Generators allow to write synchronous-like function, because they can stop its execution and resume it later.
I guess you already read some articles like this and know how to define generator function and use them.
Your asynchronous code can be represented as a simple iterator with a magic yield
keyword. Generator function will run and stop here until you resume it using method next()
.
function* loadImages(imagesIds) {
var images = [], image;
for(imageId of imagesIds) {
image = yield loadSingleImage(imageId);
images.push(image);
}
return images;
}
Because there is a cycle, function will go though the cycle with each next()
until all imagesIds
will have been walked. Finally there will be executed return statement and you will get images
.
Now we need to describe image loading. Our generator function need to know when current image have loaded and it can start to load next. All modern javascript runtimes (node.js and latest browsers) have native Promise
object support and we will define a function which returns a promise and it will be eventually resolved with image if it will have been found.
function loadSingleImage(imageId) {
return new Promise((resolve, reject) => {
Images.findById(imageId).exec((findImageErr, foundImage) => {
if (foundImage) {
resolve(foundImage)
} else {
reject();
}
});
});
}
Well we have two functions, one for single image load and the second for putting them together. Now we need a some dispatcher for passing control from one to another function. Since your don't want to use libraries, we have to implement some helper by yourself.
It is a smaller version of spawn function, which can be simpler and better to understand, since we don't need to handle errors, but just ignore missing images.
function spawn(generator) {
function continuer(value) {
var result = generator.next(value);
if(!result.done) {
return Promise.resolve(result.value).then(continuer);
} else {
return result.value;
}
}
return continuer();
}
This functions performs a recursive calls of our generator within continuer
function while the result.done
is not true. Once it got, that means that generation has been successfully finished and we can return our value.
And finally, putting all together, you will get the following code for gallery loading.
router.get('/gallery', function(req, res) {
var imageGenerator = loadImages(imagesIds);
spawn(imageGenerator).then(function(images) {
res.render('gallery', {
images: images
});
});
});
Now you have a little bit pseudo-synchronous code in the loadImages
function. And I hope it helps to understand how generators work.
Also note that all images will be loaded sequently, because we wait asynchronous result of loadSingleImage
call to put it in array, before we can go to the next imageId
. It can cause performance issues, if you are going to use this way in production.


TASK BRIEF:
Images embedded in the records are excluded; print everything else exactly as given.

DATA RECORDS:
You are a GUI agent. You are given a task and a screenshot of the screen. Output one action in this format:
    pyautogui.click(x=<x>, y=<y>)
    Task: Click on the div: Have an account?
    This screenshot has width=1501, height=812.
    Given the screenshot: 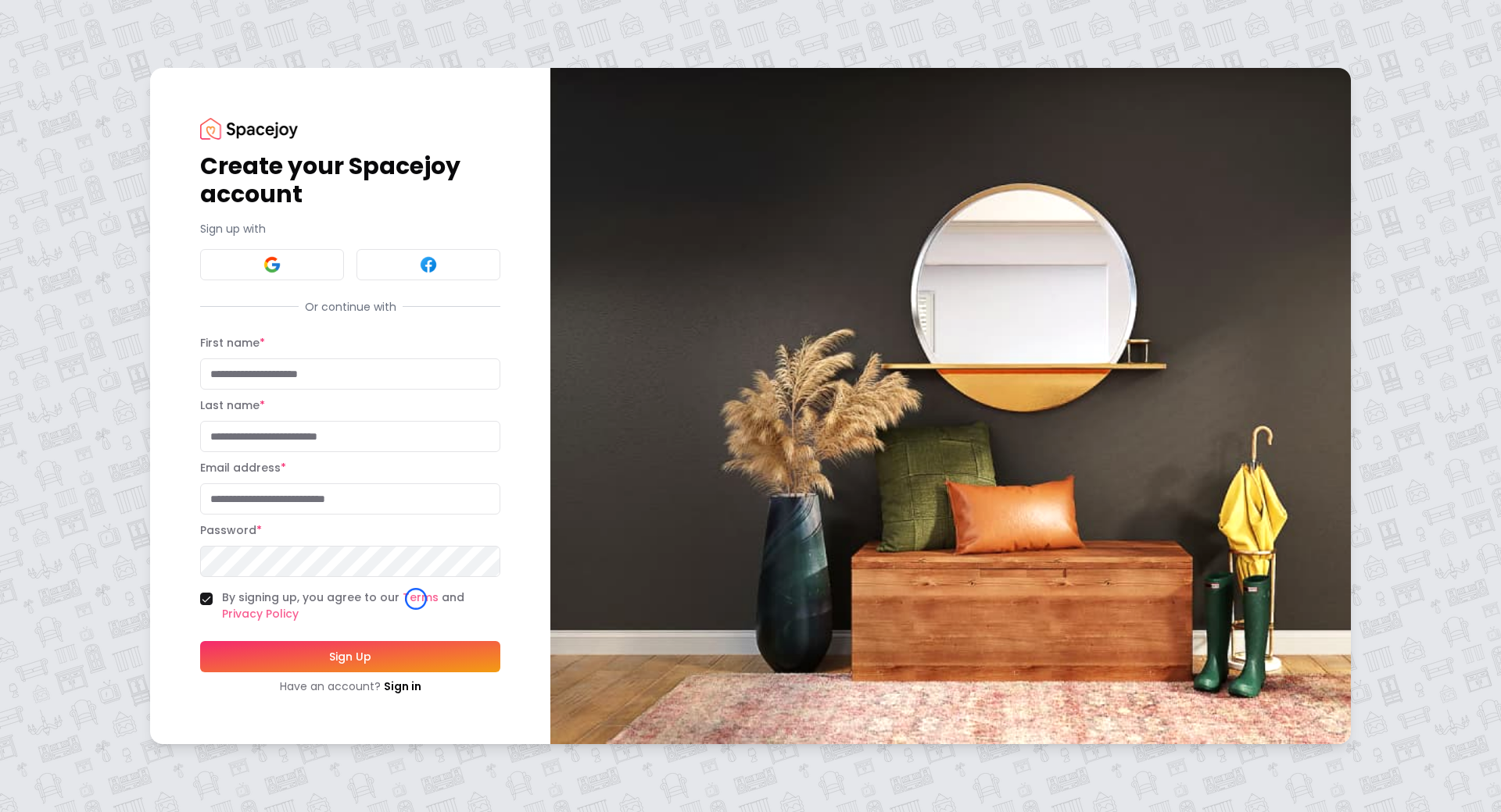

SOLUTION FOR THIS EXERCISE:
You are a GUI agent. You are given a task and a screenshot of the screen. Output one action in this format:
    pyautogui.click(x=<x>, y=<y>)
    Task: Click on the div: Have an account?
    This screenshot has width=1501, height=812.
    Given the screenshot: 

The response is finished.